- _YOUR ASSIGNMENT_
Word for word, restate the lines from the one containing "At what (x,y)" through the last line of the material, and include no pictures.

================================

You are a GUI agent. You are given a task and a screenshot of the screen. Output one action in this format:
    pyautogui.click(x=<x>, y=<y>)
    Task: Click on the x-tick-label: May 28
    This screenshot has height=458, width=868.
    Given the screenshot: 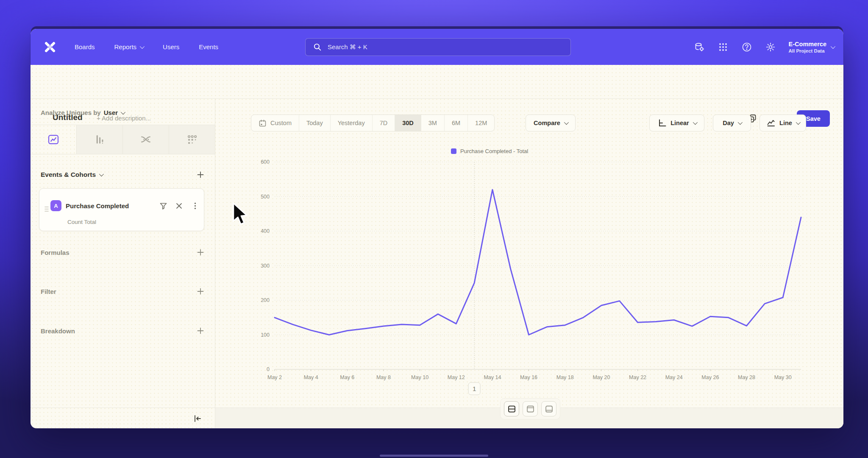 What is the action you would take?
    pyautogui.click(x=747, y=377)
    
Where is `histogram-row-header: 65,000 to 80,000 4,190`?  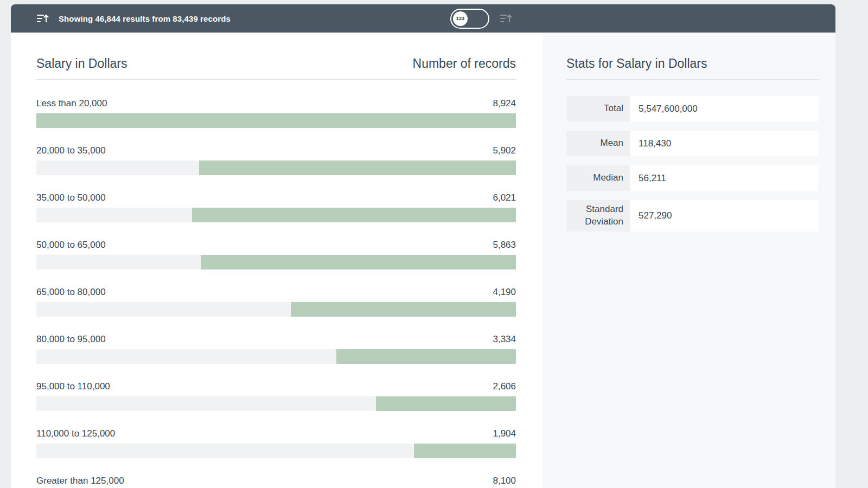 histogram-row-header: 65,000 to 80,000 4,190 is located at coordinates (276, 292).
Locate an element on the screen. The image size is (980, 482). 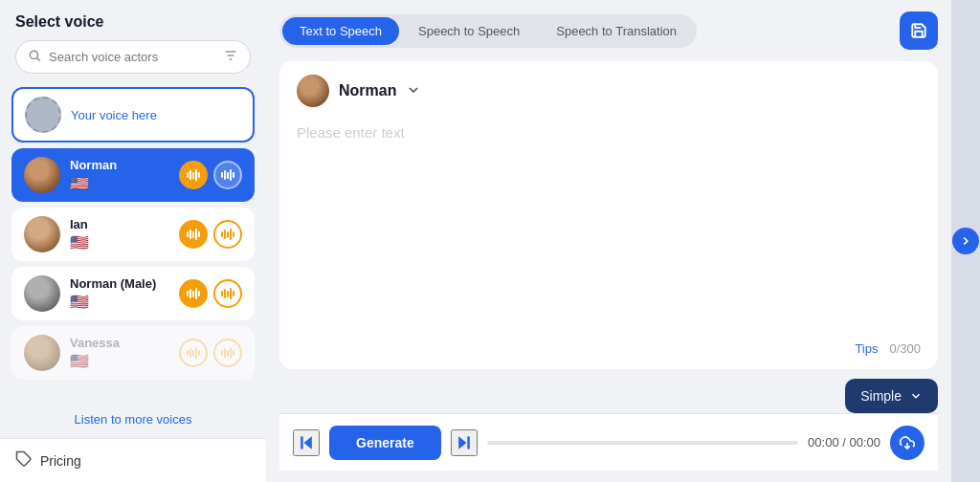
norman-avatar is located at coordinates (42, 175).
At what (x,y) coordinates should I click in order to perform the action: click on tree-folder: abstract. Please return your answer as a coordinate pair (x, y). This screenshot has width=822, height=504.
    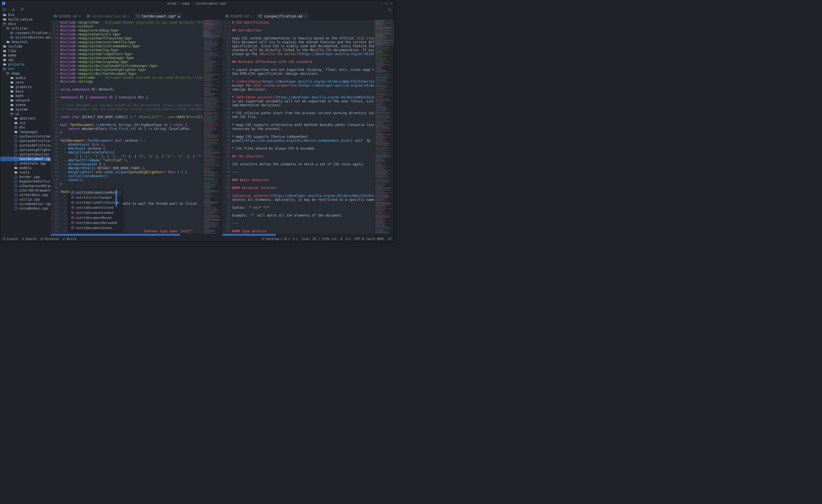
    Looking at the image, I should click on (25, 118).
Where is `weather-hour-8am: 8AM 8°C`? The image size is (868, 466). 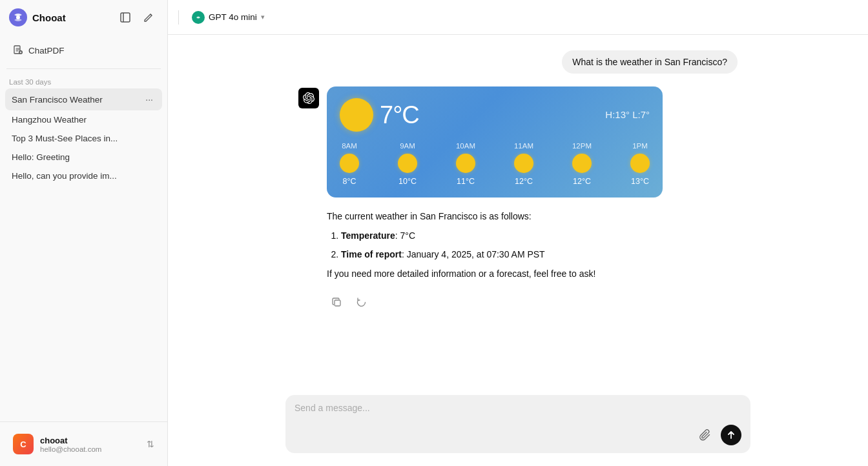
weather-hour-8am: 8AM 8°C is located at coordinates (349, 164).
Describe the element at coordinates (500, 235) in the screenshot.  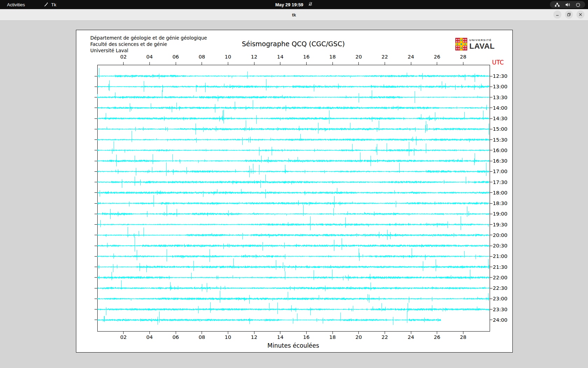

================================

- _WRITTEN RESPONSE_
At what (x,y) coordinates should I click in order to perform the action: click on tree-folder: abstract. Please return your answer as a coordinate pair (x, y). This screenshot has width=822, height=504.
    Looking at the image, I should click on (25, 118).
Where is `weather-hour-8am: 8AM 8°C`? The image size is (868, 466). 
weather-hour-8am: 8AM 8°C is located at coordinates (349, 164).
Describe the element at coordinates (500, 235) in the screenshot.  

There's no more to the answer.